The Wallflowers

His dad said it best: “Everybody must get stoned.” Now it’s Jakob Dylan’s turn to weather a pummeling. First, the indignity of low sales and indifferent critical response to Breach, The Wallflowers’ follow-up to the massive 1997 hit Bringing Down the Horse. Then, only a couple of months after it became clear that Breach isn’t even a hot Napster score, Entertainment Weekly and several smaller publications hang the black wreath of Worst Album of 2000 across the disc. No wonder people hate music critics.

Let’s get something straight: The worst album EW critic David Browne heard last year is sitting in a $1.99 bin somewhere in Brooklyn, completely forgotten, not worth writing about or remembering to damn at year’s end. People who write about music do the same thing consumers do: slide the disc in, then wait for the magic or the muck, finger poised above the remote control waiting to slit the singer’s throat or reward him with “repeat.” From the guy who labeled Robbie Williams’ bloated 1999 disc as the best of that year, trampling The Wallflowers seems a little disingenuous. Besides, the people he might prevent from buying Breach have already chosen not to buy it; it’s not as if they would go pick up a Sleater-Kinney disc instead.

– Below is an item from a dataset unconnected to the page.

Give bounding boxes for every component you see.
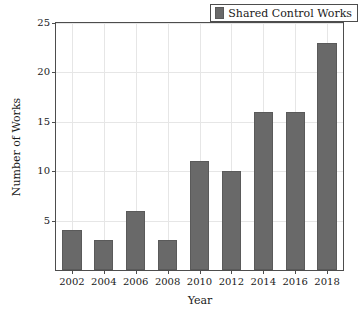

But just because Breach doesn’t deserve to be piledriven, there’s no reason to assume it’s a classic. It’s not. Dylan is a maddeningly vague lyricist and mannered singer, and the band mostly operates at an Eagles-comalike 45-degree angle. Michael Penn’s coproduction (with Andrew Slater) putters in the background, his signature Chamberlin, vibes and brass quartet an afterthought poking into the mix like a Terry Gilliam illustration predictably invading a Monty Python sketch. Elvis Costello, now a guest even on his own albums, lends his sneer-for-hire to the shortest track; his self-parody sinks “Murder 101” by being much more interesting than the song.

But “Letters From the Wasteland” and “Sleepwalker” are as coyly fulgent and radio-ready as “One Headlight” and “Sixth Avenue Heartache” from Horse, and the brisk 42-minute running time is the Concorde against the twin-prop lethargy of, say, a Counting Crows disc. (What the Crows and the ‘Flowers have in common are a knack for catchy singles and a habit of surrounding those songs with fake goo; their albums are like Jell-O molds holding a few tasty marshmallows hostage.) Still, Breach isn’t brain surgery, and it’s not without pleasure.

You can carp about the relative dearth of honest songwriting from would-be Rimbauds backed by big-label bucks, but the real lie occurs when a press bribed and snookered by those dollars into championing mediocre acts tries to buy back legitimacy by printing heavy-handed critical dismissals. If The Wallflowers were ever important enough to deserve a braining for this failure, it’s not because anyone but an overeager press said so three years ago. Then and now, they weren’t wrong or right, just dumb.